SUPPLIED ENTRIES:
──────

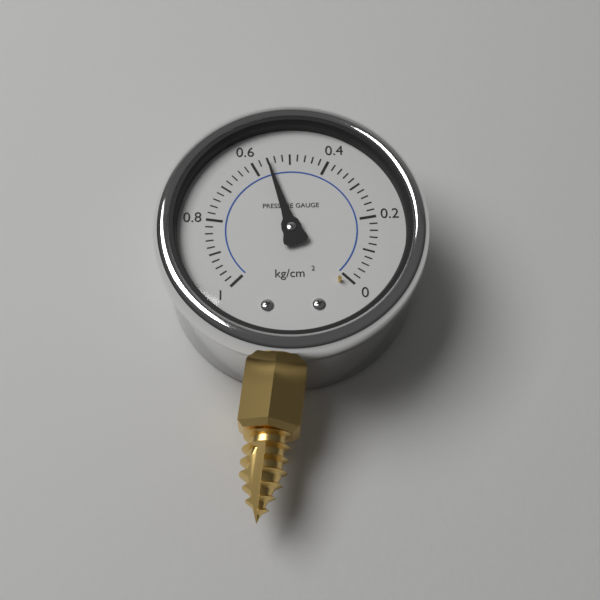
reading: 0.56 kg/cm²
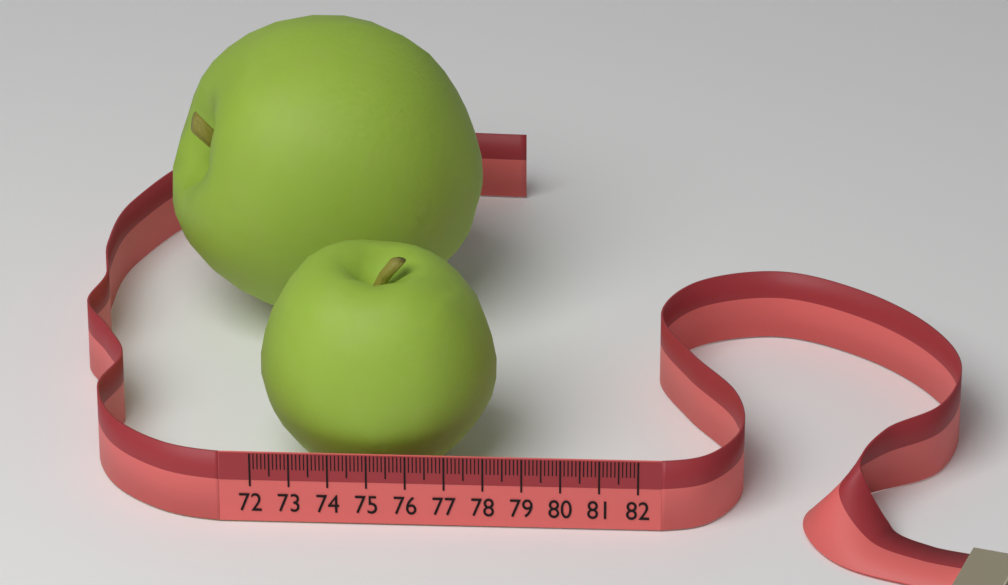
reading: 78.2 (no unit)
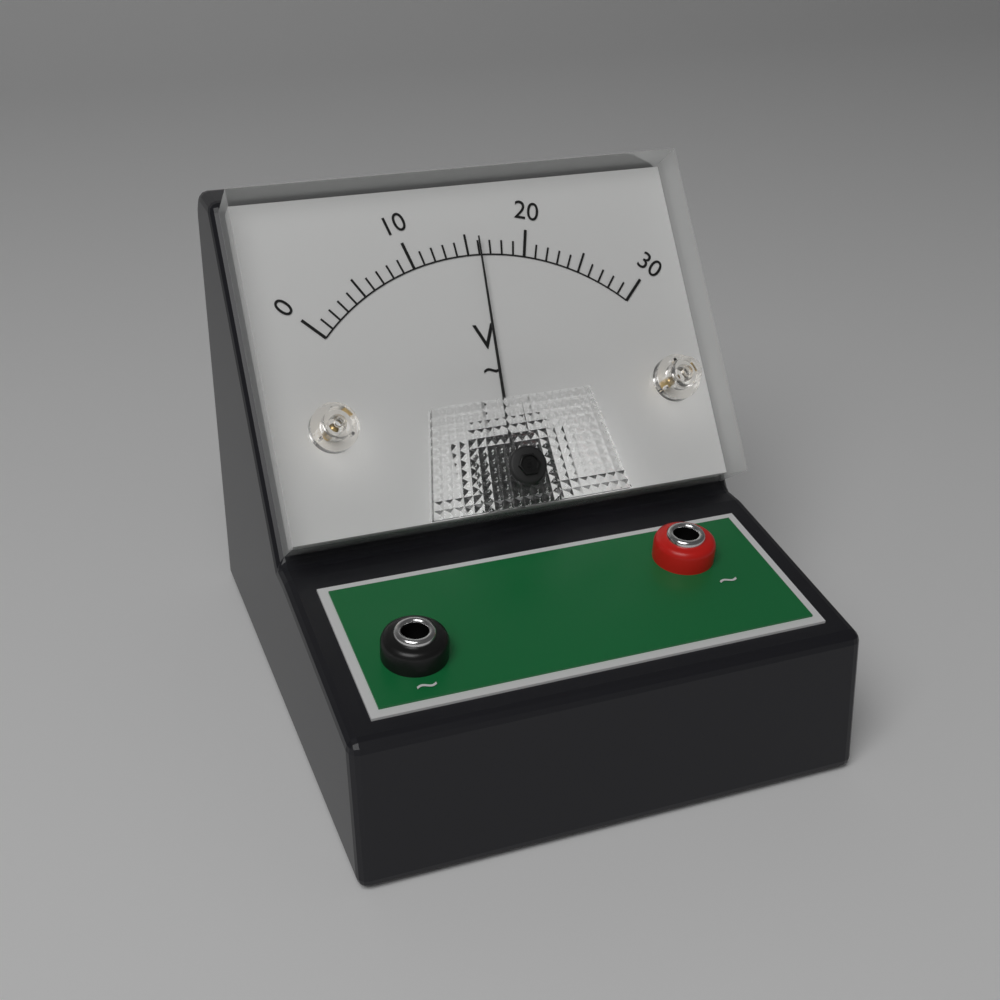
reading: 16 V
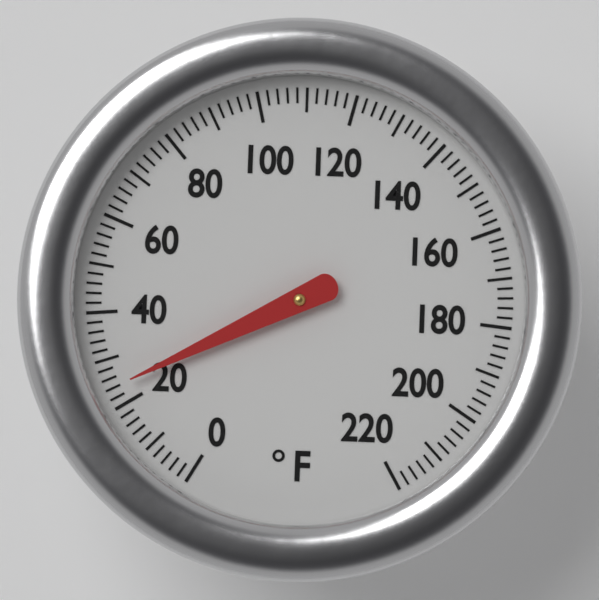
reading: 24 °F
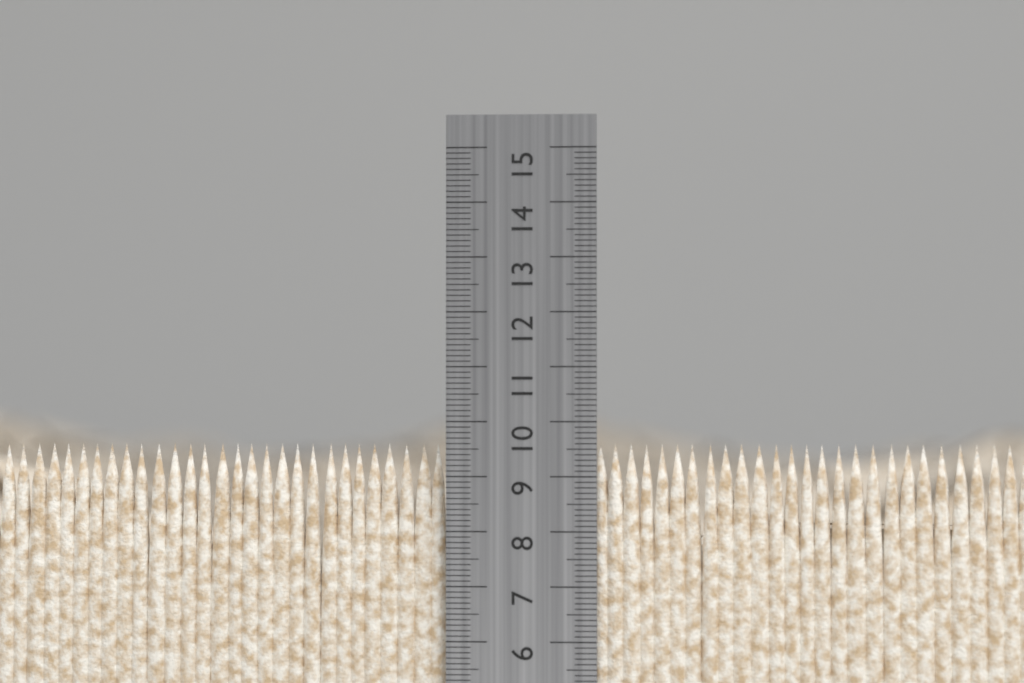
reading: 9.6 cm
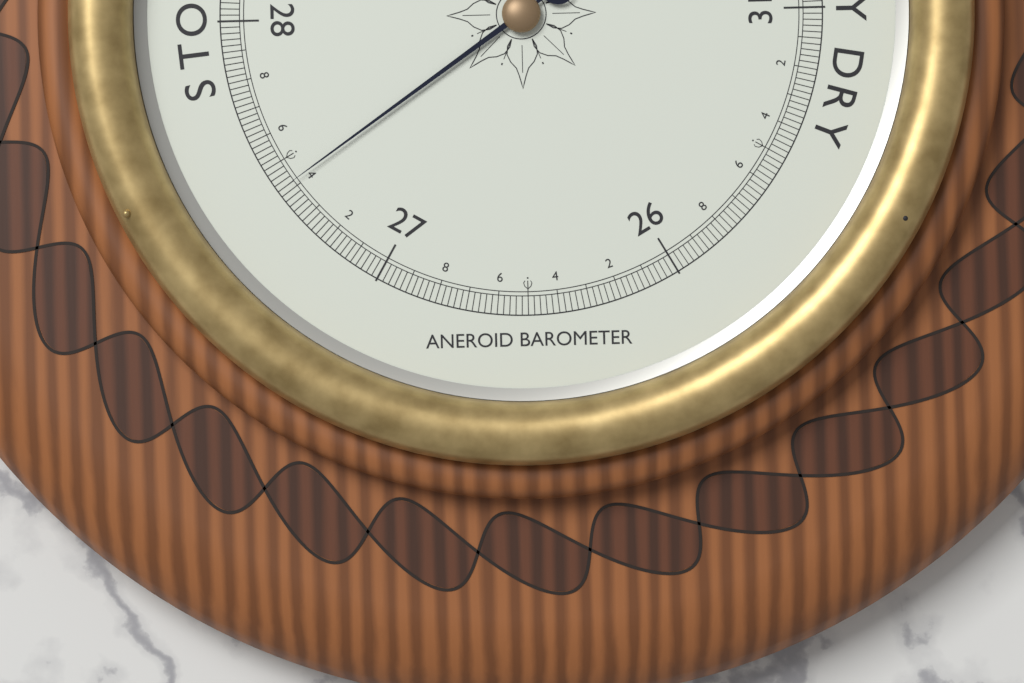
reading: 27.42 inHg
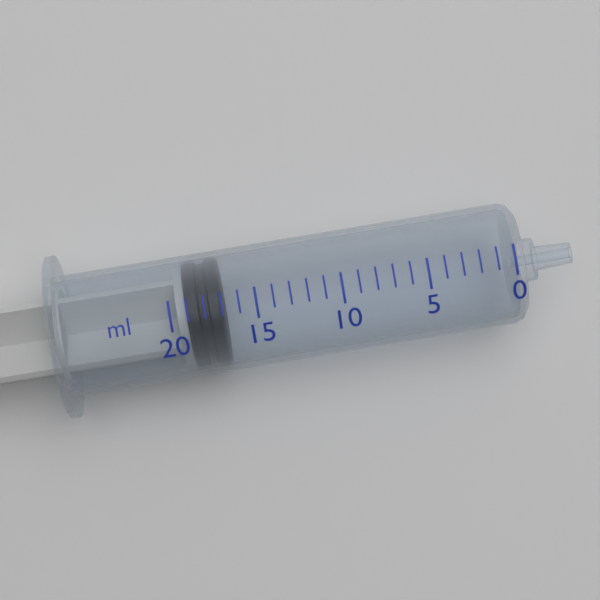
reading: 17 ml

──────

TASK: Write the lines out again exactly, beginning at the one containing "reading: 78.2 (no unit)" and ending with the last line of the entries, but without any pictures.

RESULT OF THIS EXERCISE:
reading: 78.2 (no unit)
reading: 16 V
reading: 24 °F
reading: 9.6 cm
reading: 27.42 inHg
reading: 17 ml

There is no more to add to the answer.